Unfortunately, option 3 is not the one that most economists seem to believe—that would be option 2. Option 2 was in fact how we got the madness that was the Commodity Futures Modernization Act of 2000, in which they actually made a regulation against regulations—a law against making laws. "We don't need to regulate the quadrillion-dollar (yes you read that correctly, with a Q; $700 trillion is a low estimate) market that is over-the-counter derivatives! Markets are inherently stable, and we could only get in the way!" This, above all, is what caused the 2008 depression. Don't ever let anyone tell you it was poor people buying houses they couldn't afford (how dare they!) or the government forcing banks to sell those houses (Fannie Mae and Freddie Mac entered the subprime market later than most private banks); the core reason why we had a financial crisis was that collateralized debt obligations (CDOs),a form of these unregulated derivatives,created a fundamental shift in the nature of how loans are made. Normally a loan that is made must be kept by the bank that makes it, so they have a strong incentive not to make loans they don't expect to be repaid. But with CDOs, that is no longer the case. Instead, banks have an incentive to make as many loans as they can, with interest rates as high as they can, in order to repackage and sell those loans to other banks—who may not have the faintest idea what they are buying. One could say those other banks have a responsibility not to buy what they don't understand, but human beings are irrational, and those high interest rates create high returns, which are so very enticing. Moreover, maybe it wasn't all that irrational, since when the whole thing came crashing down, what did we do? We swept in and bailed out all the failing banks. It was heads they win, tails we lose. There was also a lot of corruption in the credit rating system, since credit rating agencies (why are they for-profit companies!?) were paid—in effect, bribed—to artificially elevate the ratings of new derivatives to make them seem safe even when they plainly weren't. This ultimately comes down to human limitations as well; because we are in a state of uncertainty, we need some mechanism for dealing with that uncertainty, and we thought we could trust credit rating agencies to do that—but we can't.

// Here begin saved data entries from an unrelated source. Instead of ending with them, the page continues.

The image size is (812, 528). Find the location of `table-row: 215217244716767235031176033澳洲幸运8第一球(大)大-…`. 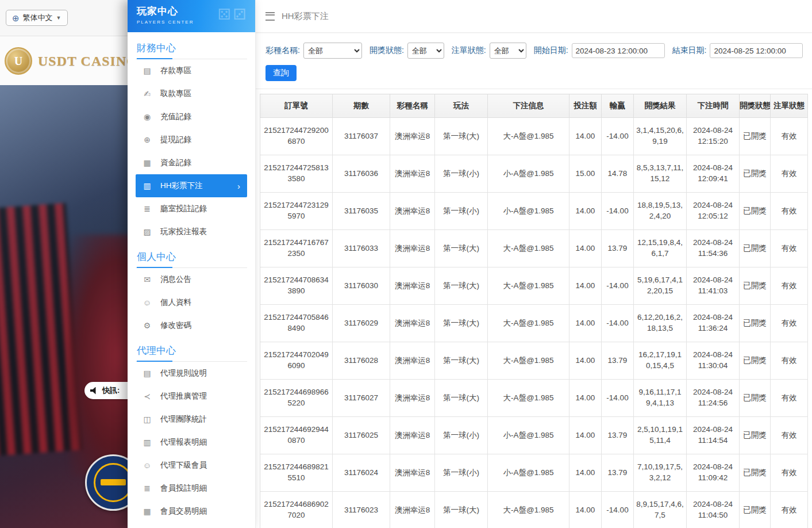

table-row: 215217244716767235031176033澳洲幸运8第一球(大)大-… is located at coordinates (534, 248).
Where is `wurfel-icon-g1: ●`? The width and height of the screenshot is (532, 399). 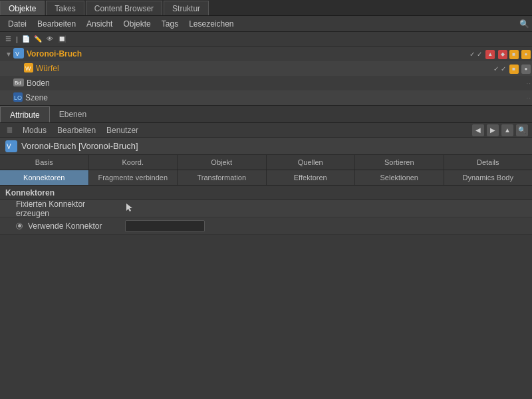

Fortunately, I think a lot of people are coming around, seeing the flaws in options 1 and 2 and beginning to consider the possibility of option 3. Maybe it is the market that's broken, not the government, not some mysterious outside force (when RBC theory came out it was satirized as "recessions are caused by sunspots"; I think this is quite apt, since that's the sort of outside unpredictable force you need for it to work). Maybe it's broken because we are broken, or rather because we are not the perfect beings that we would need to be in order to have a perfect market. But if we understand why the market is broken, maybe we can fix it! Maybe we can figure out where our limitations lie and what effect they have on the market systems we devise. That is what I hope to see, and what, in some small way, I hope to be contributing to right now.